A Florida judge has denied a motion to temporarily block a portion of a state law that restricts access to gender-affirming health care for adults, dealing a blow to transgender individuals in a state whose medical care has been significantly disrupted by a slate of policies adopted by Gov. Ron DeSantis (R).

Florida in May joined more than a dozen other states in banning gender-affirming health care for transgender minors under legislation signed by DeSantis. The law, Senate Bill 254, also set up significant barriers for transgender adults to get needed treatment.

District Court Judge Robert Hinkle in June partially blocked the law’s restrictions on gender-affirming health care for transgender youths, ruling that the Florida law prohibits the administration of care “even when medically appropriate” and there is “no rational basis for a state to categorically ban these treatments.”

But the law does “not prohibit adults from obtaining treatments of the kind the plaintiffs seek,” Hinkle wrote in an order filed Monday, responding to a motion seeking an emergency block on the law’s restrictions on adult care.

Four transgender adults in July joined an ongoing lawsuit against Senate Bill 254, arguing that their medical care was unlawfully disrupted by the measure.

Two of the adult plaintiffs, according to the complaint, are currently unable to obtain hormone replacement therapy from providers they have previously relied on, including certified nurse practitioners, because Senate Bill 254 only allows physicians to provide gender-affirming health care.

Two other adult plaintiffs claim their scheduled gender-affirming surgeries were canceled by surgeons who cited Senate Bill 254 as the reason.

Hinkle in his order Monday said adult plaintiffs denied care by certain providers “may be able to obtain the treatment from others” and that a surgeon’s unwillingness to perform a procedure is not related “to anything a preliminary injunction would cure.”

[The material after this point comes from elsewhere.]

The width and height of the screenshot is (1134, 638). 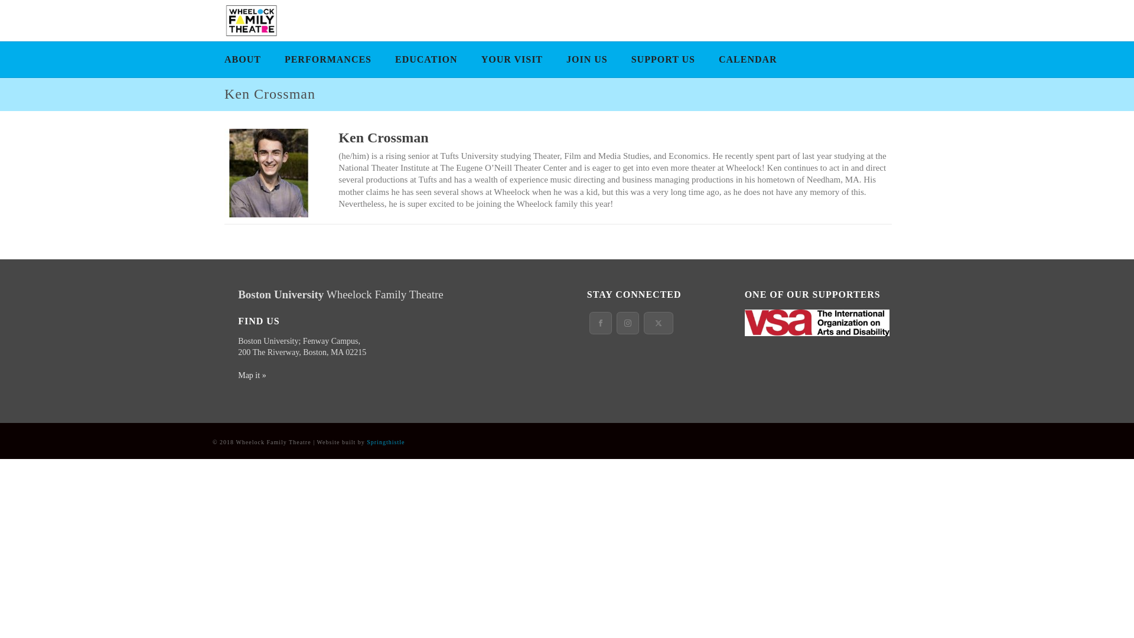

“In short, the adult plaintiffs have not shown they will suffer irreparable harm, between now and the date of a final judgment, caused by any part of the statute or rules as to which the plaintiffs’ challenge is likely to succeed on the merits,” Hinkle wrote.

He added that the adult plaintiffs’ likelihood of success is “significantly lower” following an August decision from the 11th Circuit Court of Appeals that allowed Alabama’s felony ban on gender-affirming health care to take effect.

The Alabama law, which had been blocked by a preliminary injunction for more than a year, makes it a felony punishable by up to a decade in prison for doctors to prescribe puberty blockers or hormones to transgender people younger than 19.

“The use of these medications in general — let alone for children — almost certainly is not ‘deeply rooted’ in our nation’s history and tradition,” a three-judge panel for the 11th Circuit wrote in the Aug. 21 ruling, citing the Supreme Court decision overturning Roe v. Wade.

Legal advocates who brought the challenge to Florida’s Senate Bill 254 did not comment on Hinkle’s ruling directly but said they are prepared to “lay out the full evidence of the state’s deliberate targeting of transgender Floridians” at a trial scheduled for November.

“This case is far from over and we will continue to take every legal step to challenge this law that takes away Floridians’ ability to make important decisions about their own lives and hands it over to the government instead,” attorneys for the plaintiffs said Tuesday in a joint statement.

Since 2021, 23 states have passed laws that heavily restrict or ban gender-affirming health care for transgender individuals, including 20 that have done so this year. While a majority of laws target care for transgender minors, measures passed in states including Florida and Missouri also limit how transgender adults are able to access care considered medically necessary by every major medical organization.